Genetically engineered microbes such as bacteria and yeasts have long been used as living factories to produce drugs and fine chemicals. More recently, researchers have started to combine bacteria with semiconductor technology that, similar to solar panels on a roof, harvests energy from light and, when coupled to the microbes’ surface, boosts their biosynthetic potential.
The first “biological-inorganic hybrid systems,” or biohybrids, largely focused on fixing atmospheric carbon dioxide and producing alternative energies. While they were promising, they also revealed key challenges. For example, semiconductors, which are made from toxic metals, to date have been assembled directly on bacterial cells, which they often damage in the process. In addition, the focus on carbon-fixing microbes has limited the range of products to relatively simple molecules. If biohybrids could be created based on microorganisms equipped with more complex metabolisms, it would open new paths for production of a much wider range of chemicals useful for many applications.
Now, in a study in the journal Science, a multidisciplinary team led by Professor Neel Joshi and postdoctoral fellows Junling Guo and Miguel Suástegui of Harvard’s Wyss Institute for Biologically Inspired Engineering and the John A. Paulson School of Engineering and Applied Sciences (SEAS) presents a highly adaptable solution to these challenges.
“While our strategy conceptually builds on earlier bacterial biohybrid systems that were engineered by our collaborator Daniel Nocera and others, we expanded the concept to yeast — an organism that is already an industrial workhorse and is genetically easy to manipulate — with a modular semiconductor component that provides biochemical energy to yeast’s metabolic machinery without being toxic,” said Joshi, who is a core faculty member at the Wyss Institute and associate professor at SEAS. Co-author Nocera is the Patterson Rockwood Professor of Energy at Harvard University.
As a result of these manipulations, yeasts’ ability to produce shikimic acid, an important precursor of the antiviral drug Tamiflu, several other medicines, nutraceuticals, and fine chemicals, was significantly enhanced.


**TASK REQUIREMENTS**
Go through the records and filter out every line lacking the word "because"; copy the lines that remain.

(Dataset listings of figures)
+ + +

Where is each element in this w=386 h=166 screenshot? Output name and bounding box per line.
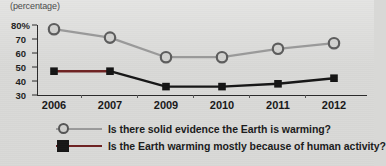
legend-item-evidence: Is there solid evidence the Earth is war… xyxy=(56,121,331,137)
x-tick-label-2012: 2012 xyxy=(322,99,346,111)
data-point-evidence-2006 xyxy=(49,24,59,34)
data-point-human-activity-2006 xyxy=(50,67,58,75)
chart-legend: Is there solid evidence the Earth is war… xyxy=(0,118,374,166)
legend-label-evidence: Is there solid evidence the Earth is war… xyxy=(102,123,331,135)
data-point-human-activity-2010 xyxy=(218,83,226,91)
data-point-human-activity-2012 xyxy=(330,74,338,82)
x-tick-label-2009: 2009 xyxy=(154,99,178,111)
x-tick-label-2010: 2010 xyxy=(210,99,234,111)
data-point-evidence-2007 xyxy=(105,32,115,42)
data-point-evidence-2012 xyxy=(329,38,339,48)
open-circle-marker-icon xyxy=(56,122,102,136)
legend-label-human-activity: Is the Earth warming mostly because of h… xyxy=(102,140,386,152)
data-point-human-activity-2009 xyxy=(162,83,170,91)
data-point-human-activity-2011 xyxy=(274,80,282,88)
x-tick-label-2007: 2007 xyxy=(98,99,122,111)
data-point-evidence-2011 xyxy=(273,44,283,54)
data-point-evidence-2009 xyxy=(161,52,171,62)
x-tick-label-2011: 2011 xyxy=(266,99,290,111)
line-series-evidence xyxy=(54,29,334,57)
filled-square-marker-icon xyxy=(56,139,102,153)
x-tick-label-2006: 2006 xyxy=(42,99,66,111)
series-layer xyxy=(0,0,374,112)
plot-area: (percentage) 80% 70 60 50 40 30 20 xyxy=(0,0,374,112)
legend-item-human-activity: Is the Earth warming mostly because of h… xyxy=(56,138,386,154)
data-point-evidence-2010 xyxy=(217,52,227,62)
data-point-human-activity-2007 xyxy=(106,67,114,75)
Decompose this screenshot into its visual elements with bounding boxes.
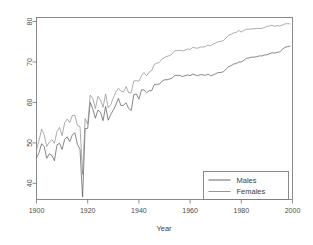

+ + +

**TASK OUTPUT**
legend-label-human-activity: Is the Earth warming mostly because of h… xyxy=(102,140,386,152)
legend-item-human-activity: Is the Earth warming mostly because of h… xyxy=(56,138,386,154)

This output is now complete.